During the Civil War, Fessenden chaired the Senate Finance Committee, which also served as the Senate's principal appropriating committee. Long hours under enormous pressure regularly brought him to the point of physical exhaustion as he worked to shape vital wartime funding legislation. He once said he was "content to work like a dog" while "leaving all the jabber to others." Fessenden's quick temper intimidated colleagues and lobbyists who appeared before his committee. To those whose expensive requests seemed at odds with his priorities for waging the war, he barked, "It is time for us to begin to think a little more about the money!"

When Fessenden reluctantly left the Senate in 1864 to serve as treasury secretary, he found the treasury nearly empty. After negotiating a bond issue that produced the revenue necessary to conclude the war, he returned to the Senate in 1865. As chairman of the Joint Committee on Reconstruction, he worked for a temperate plan to reunite the nation under congressional—not presidential—leadership. Although he disliked President Andrew Johnson, he opposed his 1868 impeachment and used his influence with six other Senate Republicans to gain the essential votes for Johnson's acquittal. In 1869 Fessenden became chairman of the recently established Committee on Appropriations, but died before he could place his mark on that panel.

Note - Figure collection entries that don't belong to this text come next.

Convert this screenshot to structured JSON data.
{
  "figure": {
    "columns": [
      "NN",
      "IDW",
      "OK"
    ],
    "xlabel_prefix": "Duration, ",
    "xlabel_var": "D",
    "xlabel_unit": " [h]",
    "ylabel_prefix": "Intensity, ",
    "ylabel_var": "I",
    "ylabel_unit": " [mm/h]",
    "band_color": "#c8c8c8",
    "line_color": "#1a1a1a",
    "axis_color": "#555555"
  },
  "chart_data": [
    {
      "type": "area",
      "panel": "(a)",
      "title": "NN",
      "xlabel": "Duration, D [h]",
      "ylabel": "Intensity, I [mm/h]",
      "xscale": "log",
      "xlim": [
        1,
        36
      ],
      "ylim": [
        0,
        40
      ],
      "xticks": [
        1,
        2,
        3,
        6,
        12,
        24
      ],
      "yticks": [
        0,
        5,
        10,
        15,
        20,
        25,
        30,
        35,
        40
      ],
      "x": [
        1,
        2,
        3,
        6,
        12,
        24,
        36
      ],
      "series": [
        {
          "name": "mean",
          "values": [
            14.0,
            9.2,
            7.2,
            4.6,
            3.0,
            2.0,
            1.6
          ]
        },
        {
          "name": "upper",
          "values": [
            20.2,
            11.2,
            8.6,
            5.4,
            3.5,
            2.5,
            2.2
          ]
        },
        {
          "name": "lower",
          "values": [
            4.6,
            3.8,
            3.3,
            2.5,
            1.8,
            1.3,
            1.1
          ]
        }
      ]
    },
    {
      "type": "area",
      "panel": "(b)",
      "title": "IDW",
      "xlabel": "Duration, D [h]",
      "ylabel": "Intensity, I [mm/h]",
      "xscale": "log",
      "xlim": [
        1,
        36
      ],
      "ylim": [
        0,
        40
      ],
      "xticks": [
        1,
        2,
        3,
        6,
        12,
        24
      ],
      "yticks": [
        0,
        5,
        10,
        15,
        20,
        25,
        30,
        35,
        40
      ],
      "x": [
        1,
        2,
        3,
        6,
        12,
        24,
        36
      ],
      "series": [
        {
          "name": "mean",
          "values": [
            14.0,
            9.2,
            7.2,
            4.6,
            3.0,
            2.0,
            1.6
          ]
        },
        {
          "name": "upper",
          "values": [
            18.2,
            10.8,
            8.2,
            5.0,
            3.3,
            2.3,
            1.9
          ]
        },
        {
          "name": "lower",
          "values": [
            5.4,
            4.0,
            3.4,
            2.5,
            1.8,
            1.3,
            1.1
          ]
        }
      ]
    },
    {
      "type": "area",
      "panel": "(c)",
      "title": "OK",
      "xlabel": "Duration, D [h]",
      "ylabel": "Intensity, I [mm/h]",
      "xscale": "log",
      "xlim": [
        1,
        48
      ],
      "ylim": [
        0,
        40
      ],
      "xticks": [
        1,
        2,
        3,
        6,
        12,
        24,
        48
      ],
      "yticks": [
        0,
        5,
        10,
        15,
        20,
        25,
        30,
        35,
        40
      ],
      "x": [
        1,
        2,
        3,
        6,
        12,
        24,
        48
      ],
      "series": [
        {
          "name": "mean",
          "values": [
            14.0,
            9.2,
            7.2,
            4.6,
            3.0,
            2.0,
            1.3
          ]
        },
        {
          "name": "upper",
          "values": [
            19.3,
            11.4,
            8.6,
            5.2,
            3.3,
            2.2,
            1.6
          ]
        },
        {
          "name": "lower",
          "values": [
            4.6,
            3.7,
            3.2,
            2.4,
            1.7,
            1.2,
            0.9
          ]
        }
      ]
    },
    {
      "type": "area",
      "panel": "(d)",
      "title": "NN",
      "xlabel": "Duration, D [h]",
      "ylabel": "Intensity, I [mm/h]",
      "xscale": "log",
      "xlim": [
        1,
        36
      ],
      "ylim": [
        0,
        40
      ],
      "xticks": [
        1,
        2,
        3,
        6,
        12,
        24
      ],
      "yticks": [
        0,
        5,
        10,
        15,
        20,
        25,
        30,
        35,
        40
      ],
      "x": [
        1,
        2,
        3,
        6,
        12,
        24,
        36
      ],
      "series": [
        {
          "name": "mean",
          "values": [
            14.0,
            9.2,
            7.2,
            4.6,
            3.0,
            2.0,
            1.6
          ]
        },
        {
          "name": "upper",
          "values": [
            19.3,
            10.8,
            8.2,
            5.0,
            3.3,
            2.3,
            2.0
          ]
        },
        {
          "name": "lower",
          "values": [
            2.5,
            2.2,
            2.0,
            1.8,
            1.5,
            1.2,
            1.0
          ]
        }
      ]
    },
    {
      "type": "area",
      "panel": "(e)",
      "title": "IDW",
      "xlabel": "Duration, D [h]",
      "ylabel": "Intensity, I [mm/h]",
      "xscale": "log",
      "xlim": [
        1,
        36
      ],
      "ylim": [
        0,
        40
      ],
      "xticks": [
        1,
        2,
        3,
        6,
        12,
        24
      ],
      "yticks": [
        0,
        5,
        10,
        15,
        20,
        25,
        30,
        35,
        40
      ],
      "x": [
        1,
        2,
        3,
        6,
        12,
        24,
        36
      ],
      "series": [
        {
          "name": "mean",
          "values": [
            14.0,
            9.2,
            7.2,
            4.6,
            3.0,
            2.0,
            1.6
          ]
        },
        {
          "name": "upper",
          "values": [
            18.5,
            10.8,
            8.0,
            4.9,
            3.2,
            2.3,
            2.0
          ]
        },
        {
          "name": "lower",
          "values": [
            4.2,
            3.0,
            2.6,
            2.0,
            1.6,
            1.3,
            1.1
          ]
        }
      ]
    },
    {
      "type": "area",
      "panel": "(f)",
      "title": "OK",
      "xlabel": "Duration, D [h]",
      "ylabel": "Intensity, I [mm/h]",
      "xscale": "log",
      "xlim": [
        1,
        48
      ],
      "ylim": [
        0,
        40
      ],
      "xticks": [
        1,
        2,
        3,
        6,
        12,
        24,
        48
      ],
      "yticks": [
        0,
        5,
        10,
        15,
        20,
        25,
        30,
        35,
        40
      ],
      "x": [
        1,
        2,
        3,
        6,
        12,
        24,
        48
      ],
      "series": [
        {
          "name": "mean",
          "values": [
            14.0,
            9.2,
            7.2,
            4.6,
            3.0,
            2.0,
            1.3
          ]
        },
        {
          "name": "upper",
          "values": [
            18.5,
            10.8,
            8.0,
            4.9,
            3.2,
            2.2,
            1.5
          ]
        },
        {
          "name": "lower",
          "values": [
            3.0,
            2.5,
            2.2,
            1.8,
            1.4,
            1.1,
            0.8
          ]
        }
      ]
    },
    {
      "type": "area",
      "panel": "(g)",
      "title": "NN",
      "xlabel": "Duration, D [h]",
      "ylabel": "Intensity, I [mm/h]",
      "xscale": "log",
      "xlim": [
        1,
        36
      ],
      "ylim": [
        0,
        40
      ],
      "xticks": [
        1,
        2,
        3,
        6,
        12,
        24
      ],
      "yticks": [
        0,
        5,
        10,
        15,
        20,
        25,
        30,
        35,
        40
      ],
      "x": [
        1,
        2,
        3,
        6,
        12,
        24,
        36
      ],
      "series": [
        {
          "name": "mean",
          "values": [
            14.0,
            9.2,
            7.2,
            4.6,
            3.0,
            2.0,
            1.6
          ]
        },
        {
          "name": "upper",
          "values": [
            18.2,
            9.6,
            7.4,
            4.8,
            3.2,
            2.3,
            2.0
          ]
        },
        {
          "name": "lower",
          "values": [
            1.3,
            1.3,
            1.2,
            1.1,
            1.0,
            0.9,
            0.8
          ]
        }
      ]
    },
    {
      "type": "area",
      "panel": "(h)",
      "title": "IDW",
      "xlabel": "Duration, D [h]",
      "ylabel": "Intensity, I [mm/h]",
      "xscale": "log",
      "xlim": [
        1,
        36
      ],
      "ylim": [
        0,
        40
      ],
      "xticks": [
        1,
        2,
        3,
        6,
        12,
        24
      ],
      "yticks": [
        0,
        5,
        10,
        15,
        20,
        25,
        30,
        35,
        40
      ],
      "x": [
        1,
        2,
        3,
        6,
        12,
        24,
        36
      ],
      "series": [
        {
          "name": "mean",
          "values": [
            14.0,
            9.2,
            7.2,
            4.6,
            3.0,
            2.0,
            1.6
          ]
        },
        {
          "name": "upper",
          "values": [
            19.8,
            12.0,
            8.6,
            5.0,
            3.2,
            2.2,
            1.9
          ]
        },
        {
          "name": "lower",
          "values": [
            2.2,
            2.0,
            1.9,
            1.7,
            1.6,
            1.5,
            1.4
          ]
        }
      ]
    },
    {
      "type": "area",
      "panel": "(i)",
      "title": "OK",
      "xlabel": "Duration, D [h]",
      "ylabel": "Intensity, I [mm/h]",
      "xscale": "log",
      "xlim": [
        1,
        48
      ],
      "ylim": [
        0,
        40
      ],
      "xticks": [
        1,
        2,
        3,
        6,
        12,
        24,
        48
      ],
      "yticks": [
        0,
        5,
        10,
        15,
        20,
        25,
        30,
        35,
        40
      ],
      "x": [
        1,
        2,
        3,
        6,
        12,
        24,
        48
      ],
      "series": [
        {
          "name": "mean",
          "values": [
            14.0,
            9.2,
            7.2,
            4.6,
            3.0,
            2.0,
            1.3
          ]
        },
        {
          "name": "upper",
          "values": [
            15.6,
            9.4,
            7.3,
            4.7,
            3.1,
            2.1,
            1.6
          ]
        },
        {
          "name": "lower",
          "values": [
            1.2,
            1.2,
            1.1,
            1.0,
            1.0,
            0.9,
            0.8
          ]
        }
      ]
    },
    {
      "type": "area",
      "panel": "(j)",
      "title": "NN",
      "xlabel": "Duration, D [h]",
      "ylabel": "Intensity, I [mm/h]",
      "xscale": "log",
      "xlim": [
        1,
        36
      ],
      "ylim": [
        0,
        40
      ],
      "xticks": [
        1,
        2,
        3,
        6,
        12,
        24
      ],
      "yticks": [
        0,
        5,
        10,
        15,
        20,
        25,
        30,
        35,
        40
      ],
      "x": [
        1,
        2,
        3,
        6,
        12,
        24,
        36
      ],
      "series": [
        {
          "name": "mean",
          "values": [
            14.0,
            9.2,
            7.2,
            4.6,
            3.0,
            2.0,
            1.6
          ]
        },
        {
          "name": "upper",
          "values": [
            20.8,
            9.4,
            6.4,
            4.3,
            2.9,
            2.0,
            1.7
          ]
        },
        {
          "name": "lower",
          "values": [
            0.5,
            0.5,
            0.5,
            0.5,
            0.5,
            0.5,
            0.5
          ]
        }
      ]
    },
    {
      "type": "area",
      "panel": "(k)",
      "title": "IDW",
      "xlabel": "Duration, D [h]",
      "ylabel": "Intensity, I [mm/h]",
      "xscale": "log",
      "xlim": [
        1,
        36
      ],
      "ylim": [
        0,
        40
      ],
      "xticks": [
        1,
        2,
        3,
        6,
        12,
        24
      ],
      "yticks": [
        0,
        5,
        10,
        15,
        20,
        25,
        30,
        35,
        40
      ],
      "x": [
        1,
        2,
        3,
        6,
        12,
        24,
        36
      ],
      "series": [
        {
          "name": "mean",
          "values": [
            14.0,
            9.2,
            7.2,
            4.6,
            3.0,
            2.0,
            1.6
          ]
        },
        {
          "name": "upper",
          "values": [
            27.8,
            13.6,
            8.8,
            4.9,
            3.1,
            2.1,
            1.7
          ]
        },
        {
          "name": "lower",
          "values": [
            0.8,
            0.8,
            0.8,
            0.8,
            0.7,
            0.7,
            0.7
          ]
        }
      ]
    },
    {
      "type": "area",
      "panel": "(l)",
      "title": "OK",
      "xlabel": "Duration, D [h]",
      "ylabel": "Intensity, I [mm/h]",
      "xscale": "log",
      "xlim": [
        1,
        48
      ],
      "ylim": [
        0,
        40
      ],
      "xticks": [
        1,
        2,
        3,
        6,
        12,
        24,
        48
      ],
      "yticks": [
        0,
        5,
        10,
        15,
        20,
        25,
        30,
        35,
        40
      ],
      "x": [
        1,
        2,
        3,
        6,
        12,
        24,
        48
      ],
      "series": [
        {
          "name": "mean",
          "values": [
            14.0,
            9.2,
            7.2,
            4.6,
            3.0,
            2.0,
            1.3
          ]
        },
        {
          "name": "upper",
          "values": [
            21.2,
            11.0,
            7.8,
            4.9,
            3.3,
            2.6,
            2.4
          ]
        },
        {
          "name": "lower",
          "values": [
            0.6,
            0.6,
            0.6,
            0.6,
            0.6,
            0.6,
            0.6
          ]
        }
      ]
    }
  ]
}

As a practical and cautious behind-the-scenes senator who concentrated on fiscal and monetary policy, Fessenden failed to attract the attention that journalists and historians have given to the Radical Republicans like Charles Sumner, who concentrated on slavery issues. Today, Sumner is remembered in the Capitol with an oil portrait and marble bust. Fessenden lies largely forgotten in an unmarked family grave in Portland, Maine.